IoT 3 mins read

IoT Solutions: Don’t fail at scale

In “Why IoT Projects Fail,” 60% of respondents building an IoT solution had issues with scalability. Learn how to ensure high quality for IoT deployments.

Philip Hooker Philip Hooker

By ensuring high reliability, high quality and resilience for Internet of Things (IoT) deployments, your projects won’t fail at scale.

With an IoT project, making the leap from proof of concept to a production environment at scale can be tricky and time-consuming. According to Beecham Research in the report “Why IoT Projects Fail,” 60% of respondents trying to build an IoT solution had problems with scalability.

In MachNation’s Performance IoT podcast I talked with Josh Taubenheim about how you can assure reliability in your IoT solutions by ruthlessly adopting best practices.

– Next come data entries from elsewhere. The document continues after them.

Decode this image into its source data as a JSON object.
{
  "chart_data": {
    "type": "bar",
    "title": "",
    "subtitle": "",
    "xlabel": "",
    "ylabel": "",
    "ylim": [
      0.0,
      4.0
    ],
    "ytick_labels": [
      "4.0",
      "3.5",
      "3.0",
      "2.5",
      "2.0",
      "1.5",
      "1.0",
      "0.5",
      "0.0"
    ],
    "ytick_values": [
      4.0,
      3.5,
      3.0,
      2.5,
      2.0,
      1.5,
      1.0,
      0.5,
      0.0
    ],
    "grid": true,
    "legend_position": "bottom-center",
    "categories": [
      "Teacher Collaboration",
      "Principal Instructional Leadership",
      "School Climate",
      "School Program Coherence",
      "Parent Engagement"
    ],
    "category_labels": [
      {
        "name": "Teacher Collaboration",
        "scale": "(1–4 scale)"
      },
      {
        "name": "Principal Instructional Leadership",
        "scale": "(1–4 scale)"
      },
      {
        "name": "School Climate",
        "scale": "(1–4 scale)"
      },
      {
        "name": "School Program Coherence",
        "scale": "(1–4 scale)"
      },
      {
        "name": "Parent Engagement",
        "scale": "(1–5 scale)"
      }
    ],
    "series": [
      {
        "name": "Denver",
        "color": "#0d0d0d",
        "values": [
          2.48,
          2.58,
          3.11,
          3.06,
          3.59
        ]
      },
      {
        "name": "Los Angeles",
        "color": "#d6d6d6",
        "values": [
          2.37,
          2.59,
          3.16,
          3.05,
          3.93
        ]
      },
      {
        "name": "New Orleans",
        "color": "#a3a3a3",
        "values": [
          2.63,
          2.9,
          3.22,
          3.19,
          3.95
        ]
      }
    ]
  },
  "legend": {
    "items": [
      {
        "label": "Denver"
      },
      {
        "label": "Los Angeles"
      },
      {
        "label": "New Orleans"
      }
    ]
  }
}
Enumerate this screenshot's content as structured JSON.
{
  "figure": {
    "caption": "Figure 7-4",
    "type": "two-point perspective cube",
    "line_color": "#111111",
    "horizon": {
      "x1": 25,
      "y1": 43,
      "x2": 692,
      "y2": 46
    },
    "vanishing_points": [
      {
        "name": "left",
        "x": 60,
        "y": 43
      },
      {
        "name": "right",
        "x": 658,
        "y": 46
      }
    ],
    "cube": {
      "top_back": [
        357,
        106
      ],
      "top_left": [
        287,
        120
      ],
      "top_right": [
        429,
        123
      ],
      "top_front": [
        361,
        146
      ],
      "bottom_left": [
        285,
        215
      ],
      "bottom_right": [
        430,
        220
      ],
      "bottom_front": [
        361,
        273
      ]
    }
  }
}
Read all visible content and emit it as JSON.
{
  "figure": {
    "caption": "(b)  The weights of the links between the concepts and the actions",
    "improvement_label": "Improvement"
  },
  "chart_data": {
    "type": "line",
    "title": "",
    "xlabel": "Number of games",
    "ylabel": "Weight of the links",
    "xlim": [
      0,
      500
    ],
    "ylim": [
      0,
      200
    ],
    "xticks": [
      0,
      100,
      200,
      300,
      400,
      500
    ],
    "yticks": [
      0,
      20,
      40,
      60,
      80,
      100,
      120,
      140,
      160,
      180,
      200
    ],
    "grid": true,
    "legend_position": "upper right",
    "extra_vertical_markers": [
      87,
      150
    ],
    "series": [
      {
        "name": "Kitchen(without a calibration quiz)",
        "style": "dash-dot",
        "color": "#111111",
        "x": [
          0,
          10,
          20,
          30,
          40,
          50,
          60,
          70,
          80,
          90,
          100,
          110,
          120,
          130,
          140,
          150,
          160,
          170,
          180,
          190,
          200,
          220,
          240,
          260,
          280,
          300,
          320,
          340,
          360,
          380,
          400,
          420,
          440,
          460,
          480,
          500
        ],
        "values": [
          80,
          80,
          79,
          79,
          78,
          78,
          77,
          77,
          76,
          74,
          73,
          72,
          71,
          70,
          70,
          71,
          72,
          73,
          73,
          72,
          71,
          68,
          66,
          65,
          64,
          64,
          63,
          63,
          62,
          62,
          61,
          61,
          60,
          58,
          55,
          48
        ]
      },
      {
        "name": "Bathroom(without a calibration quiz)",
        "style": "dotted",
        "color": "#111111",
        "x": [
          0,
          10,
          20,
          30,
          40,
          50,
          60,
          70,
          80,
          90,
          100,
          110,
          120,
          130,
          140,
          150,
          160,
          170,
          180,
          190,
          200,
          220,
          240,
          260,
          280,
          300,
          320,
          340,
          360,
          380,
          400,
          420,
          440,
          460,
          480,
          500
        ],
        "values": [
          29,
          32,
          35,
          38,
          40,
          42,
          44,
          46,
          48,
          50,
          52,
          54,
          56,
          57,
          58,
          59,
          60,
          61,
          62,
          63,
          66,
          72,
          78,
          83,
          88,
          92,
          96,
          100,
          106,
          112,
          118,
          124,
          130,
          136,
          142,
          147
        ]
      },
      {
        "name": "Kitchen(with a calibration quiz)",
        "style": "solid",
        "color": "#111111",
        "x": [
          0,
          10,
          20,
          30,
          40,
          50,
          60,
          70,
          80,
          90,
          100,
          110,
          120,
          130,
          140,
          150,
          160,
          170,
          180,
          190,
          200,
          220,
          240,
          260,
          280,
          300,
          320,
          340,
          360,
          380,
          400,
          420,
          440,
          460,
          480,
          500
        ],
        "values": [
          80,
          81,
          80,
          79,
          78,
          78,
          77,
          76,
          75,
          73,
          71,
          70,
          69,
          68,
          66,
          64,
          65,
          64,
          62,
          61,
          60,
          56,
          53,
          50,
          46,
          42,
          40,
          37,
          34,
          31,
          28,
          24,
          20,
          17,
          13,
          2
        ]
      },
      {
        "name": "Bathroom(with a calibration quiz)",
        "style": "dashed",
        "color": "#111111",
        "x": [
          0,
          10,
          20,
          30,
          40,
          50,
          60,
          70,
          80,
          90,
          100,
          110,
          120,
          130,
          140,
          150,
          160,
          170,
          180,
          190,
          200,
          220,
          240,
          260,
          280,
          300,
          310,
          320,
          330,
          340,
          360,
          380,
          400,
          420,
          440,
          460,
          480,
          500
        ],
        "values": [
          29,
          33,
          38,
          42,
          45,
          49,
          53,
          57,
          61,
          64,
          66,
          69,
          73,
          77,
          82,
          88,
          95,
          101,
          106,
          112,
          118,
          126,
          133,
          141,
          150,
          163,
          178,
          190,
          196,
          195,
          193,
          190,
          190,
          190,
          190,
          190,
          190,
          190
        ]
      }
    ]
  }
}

Here’s a sample of our discussion.

Taubenheim: When we here at MachNation think about the steps involved in executing an IoT implementation and the iteration involved in completing phased rollouts of new functionality, we generally picture it in a design, develop and test workflow. Is that in alignment with the processes Software AG implements to ensure high-performance and reliability in its customer deployments?

Me: At Software AG, we follow an evolution of this workflow with continuous design, development, integration, and deployment, with testing built into each stage. This allows us to ensure not just the product’s correct functional operation, but also the non-functional elements such as performance, robustness, scalability, etc.

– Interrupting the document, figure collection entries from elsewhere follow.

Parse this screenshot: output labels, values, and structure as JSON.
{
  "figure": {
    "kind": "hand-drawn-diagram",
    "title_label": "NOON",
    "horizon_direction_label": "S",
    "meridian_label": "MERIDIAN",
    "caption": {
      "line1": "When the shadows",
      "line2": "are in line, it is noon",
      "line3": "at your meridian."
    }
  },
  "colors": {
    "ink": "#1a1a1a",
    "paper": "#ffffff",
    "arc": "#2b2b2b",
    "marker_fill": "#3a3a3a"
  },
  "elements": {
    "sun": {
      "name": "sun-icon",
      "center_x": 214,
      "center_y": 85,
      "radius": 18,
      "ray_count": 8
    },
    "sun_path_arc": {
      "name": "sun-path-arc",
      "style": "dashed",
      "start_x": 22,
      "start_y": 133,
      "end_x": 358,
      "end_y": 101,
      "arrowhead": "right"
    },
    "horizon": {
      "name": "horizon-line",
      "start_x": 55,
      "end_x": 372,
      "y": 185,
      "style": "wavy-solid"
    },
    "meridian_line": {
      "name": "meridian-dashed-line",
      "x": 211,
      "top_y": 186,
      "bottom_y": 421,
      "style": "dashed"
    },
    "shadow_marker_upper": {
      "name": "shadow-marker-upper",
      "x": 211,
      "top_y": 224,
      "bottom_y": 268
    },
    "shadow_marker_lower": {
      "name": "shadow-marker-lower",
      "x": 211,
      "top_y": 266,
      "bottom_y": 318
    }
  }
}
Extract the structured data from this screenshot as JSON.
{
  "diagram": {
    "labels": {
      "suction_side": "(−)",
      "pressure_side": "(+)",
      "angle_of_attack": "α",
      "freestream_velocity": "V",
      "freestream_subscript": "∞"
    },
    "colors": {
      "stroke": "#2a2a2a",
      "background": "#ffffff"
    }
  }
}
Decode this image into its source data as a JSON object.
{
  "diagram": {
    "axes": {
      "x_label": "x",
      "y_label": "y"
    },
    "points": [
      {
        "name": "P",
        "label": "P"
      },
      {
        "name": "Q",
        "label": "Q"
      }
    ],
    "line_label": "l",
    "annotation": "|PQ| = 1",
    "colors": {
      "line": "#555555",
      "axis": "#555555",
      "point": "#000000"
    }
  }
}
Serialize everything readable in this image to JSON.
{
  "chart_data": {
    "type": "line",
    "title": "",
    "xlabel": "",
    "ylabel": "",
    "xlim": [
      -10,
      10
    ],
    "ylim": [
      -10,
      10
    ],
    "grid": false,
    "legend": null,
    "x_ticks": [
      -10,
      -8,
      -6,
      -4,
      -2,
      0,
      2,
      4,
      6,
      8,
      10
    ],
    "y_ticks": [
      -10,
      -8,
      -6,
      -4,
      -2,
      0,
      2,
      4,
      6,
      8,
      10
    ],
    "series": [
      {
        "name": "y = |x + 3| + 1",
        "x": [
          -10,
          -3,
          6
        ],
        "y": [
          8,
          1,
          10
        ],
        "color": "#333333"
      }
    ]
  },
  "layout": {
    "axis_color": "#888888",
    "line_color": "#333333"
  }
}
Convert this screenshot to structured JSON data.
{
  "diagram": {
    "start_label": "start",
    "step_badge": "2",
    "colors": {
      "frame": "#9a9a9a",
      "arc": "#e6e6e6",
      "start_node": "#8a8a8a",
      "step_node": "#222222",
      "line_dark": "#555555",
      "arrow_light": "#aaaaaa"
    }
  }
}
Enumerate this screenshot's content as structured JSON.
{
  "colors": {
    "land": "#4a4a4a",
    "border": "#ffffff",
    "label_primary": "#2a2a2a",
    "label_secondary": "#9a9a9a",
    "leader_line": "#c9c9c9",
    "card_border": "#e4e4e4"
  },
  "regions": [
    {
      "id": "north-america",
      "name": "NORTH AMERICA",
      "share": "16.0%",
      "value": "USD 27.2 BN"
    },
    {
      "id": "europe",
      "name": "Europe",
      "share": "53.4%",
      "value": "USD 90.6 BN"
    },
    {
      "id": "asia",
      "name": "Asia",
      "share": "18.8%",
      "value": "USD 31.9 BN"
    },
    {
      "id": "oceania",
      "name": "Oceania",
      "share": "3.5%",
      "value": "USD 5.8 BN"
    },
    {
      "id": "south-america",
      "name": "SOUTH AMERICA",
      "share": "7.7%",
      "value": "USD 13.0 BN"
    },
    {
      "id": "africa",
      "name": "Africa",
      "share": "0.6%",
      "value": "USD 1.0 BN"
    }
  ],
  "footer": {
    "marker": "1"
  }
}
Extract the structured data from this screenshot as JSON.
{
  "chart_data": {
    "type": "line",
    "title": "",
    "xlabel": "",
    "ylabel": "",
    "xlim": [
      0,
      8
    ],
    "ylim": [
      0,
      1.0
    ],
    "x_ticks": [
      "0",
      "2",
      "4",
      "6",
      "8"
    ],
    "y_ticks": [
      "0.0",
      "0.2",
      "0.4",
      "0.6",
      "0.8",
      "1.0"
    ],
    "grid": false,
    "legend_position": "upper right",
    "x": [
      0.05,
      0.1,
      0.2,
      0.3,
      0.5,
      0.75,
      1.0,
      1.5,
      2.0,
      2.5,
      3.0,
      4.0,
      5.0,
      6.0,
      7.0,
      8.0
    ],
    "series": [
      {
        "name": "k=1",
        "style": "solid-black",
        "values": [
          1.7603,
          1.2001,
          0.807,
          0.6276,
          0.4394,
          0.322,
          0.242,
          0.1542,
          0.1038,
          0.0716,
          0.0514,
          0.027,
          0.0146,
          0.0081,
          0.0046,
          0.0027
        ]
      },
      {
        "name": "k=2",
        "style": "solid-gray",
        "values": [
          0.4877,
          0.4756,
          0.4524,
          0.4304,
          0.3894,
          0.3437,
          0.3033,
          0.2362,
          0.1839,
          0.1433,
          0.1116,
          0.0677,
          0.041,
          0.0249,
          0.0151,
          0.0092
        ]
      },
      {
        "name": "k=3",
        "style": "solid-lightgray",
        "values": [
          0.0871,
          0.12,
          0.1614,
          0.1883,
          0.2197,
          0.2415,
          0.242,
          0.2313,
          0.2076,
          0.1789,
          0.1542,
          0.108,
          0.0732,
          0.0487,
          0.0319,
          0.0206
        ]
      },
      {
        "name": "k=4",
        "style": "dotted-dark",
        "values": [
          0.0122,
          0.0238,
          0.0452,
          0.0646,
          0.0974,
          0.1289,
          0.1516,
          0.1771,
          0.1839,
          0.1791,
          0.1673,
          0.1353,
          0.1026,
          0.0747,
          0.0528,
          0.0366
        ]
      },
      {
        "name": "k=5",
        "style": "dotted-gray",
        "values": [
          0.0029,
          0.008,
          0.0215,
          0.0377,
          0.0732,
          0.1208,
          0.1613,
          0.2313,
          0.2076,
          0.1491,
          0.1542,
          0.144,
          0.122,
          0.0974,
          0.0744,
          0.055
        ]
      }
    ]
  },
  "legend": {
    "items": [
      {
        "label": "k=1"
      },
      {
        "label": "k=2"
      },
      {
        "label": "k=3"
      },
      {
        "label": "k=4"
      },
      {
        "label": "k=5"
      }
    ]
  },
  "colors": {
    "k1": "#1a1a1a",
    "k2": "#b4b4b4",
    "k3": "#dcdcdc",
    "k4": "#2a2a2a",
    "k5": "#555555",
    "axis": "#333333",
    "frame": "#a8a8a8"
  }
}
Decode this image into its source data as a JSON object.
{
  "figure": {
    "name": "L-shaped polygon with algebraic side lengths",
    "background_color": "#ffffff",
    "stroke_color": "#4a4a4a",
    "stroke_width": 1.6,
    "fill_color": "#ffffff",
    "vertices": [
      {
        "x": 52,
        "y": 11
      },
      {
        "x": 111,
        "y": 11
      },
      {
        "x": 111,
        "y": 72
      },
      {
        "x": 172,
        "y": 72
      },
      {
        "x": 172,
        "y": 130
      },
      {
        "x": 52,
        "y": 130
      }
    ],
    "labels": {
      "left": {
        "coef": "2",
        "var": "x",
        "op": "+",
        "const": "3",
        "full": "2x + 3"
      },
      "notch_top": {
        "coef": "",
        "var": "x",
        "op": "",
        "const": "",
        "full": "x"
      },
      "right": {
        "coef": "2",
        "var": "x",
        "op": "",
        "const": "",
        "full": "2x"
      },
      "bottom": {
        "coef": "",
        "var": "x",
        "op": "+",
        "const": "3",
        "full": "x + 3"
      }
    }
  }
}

Taubenheim: What are some things you would describe as best-in-class tactics throughout these processes? What do you have to get right to ensure you’re providing the best customer implementation?

Me: In one way, it’s just getting the basics right. Working as a partner to the customer in one team, with clear communications, proactively solving problems, and working to jointly agreed milestones. However, the larger and more complex the project becomes, the more difficult it is to achieve this without a formal structure. Strong PMI-based project management is ideal here.

Taubenheim: Do you have any sort of internal baseline benchmarks that all customer implementations need to meet to consider a deployment highly resilient or is there some nuance into every situation that needs to be considered (i.e., are there static numbers used for required benchmarks for performance)?

Me: We have targets for both the operational performance of the base product and the overall solution of which it is a component part.

  1. For the base product, we conduct tests of the functional operation of the software modules in their deployed configuration; operational tests to ensure monitoring and alerting; backup and recovery tests in the event of a failure condition; and an assessment against performance targets.
  2. For the overall solution, the assessment of the deployment’s resiliency is both unique to the customer deployment and typically expensive to conduct, as it requires an identical deployment to be created and heavily loaded with high numbers of devices and transactions.

To listen to the entire podcast, please click below.